Akila Kannadasan visits Kattaikkuttu Gurukulam, a residential school for kattaikkuttu in Kanchipuram, ahead of a performance in the city
“I’ll divorce him,” says the shy S. Thamizharasi. “If my husband doesn’t let me perform koothu, I definitely will.” The slender young woman from the village of Perungattur smiles as she says this. But you know she means it. Thamizharasi is among the first few women to perform kattaikkuttu, a form of street theatre with roots in northern rural Tamil Nadu. She is known to ‘become’ Draupadi once she dons the chalangai and steps in front of the audience for a performance of the Mahabharata. Koothu transforms her; this would not have been possible without Kattaikkuttu Gurukulam.
Founded by P. Rajagopal, a third-generation performer of the theatre form, the Gurukulam is a residential school for kattaikkuttu. There is silence all around as we walk into the campus in Punjarasantankal village in Kanchipuram District one morning — students are in their classrooms. An expansive hall opens out from the entrance — this is the heart of the school, where students train and perform the koothu.
Kattaikkuttu Gurukulam is Rajagopal’s dream. He has realised it with the support of his Dutch wife Hanne M. de Bruin. “I met her on January 10, 1987 at Kalavai in Tiruvannamalai,” remembers Rajagopal. Hanne was a researcher in her twenties who was falling in love with India then. “I told her about my dream — to start a school for kattaikkuttu.” They started it in 2002 with 21 students. “Today, there are 23 girls and 27 boys in all,” he says. The school is run by the Kattaikkuttu Sangam formed by Rajagopal in 1990 to bring together various kattaikkuttu companies to share their knowledge and experiences.
Koothu is seamlessly merged into the Samacheer Kalvi syllabus. Alongside Math, Science and History, mridangam, dance and mukaveenai are taught. There are periods for each of these subjects, whose teachers are sometimes old students. Thamizharasi, for instance, is a pass-out who is now a teacher.
“The performing arts and education are organically linked,” says Hanne, an Indologist, who holds a PhD in kattaikkuttu. Though their syllabus is not unique, their approach to education is. “Koothu helps in the overall development of children. They do better in class; learn how to perform in front of an audience. This gives them confidence,” she feels. While koothu itself can be empowering, when combined with education, a student has the choice of opting to pursue it or any other career he/she prefers.
The school is gradually transforming kattaikkuttu and people’s notions about it. Women, for instance, did not perform kattaikkuttu traditionally. Male actors played the female roles; women had nothing to do with the art form. But Rajagopal has changed that. “Why shouldn’t women perform?” he asks. Girl students are taught what women couldn’t dream of learning in the past.
Changes in costume
Hanne takes care of fund raising.
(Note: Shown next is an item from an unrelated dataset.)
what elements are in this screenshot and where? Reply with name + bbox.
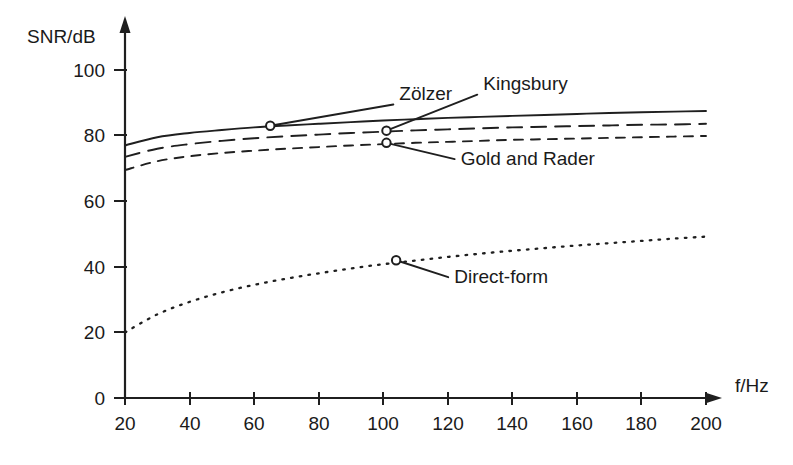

She has also brought about changes in the costumes. “We are trying to use cotton instead of the polyester costumes artistes wear,” she explains. She is experimenting with handloom fabrics and colours that go well with the mirror-studded accessories actors wear.
At the Kattaikkuttu Gurukulam, children participate in every activity. The students of Standard VII are having a free period and Sundara Lakshmi, the director of education, is showing them how to makenei urundais. Another bunch is seated outside the kitchen, chopping vegetables for dinner. A little boy among them suddenly breaks into a virutham (a verse) to the accompaniment of the ‘chop chop’ of the knife — koothu leaves its imprint on everything they do.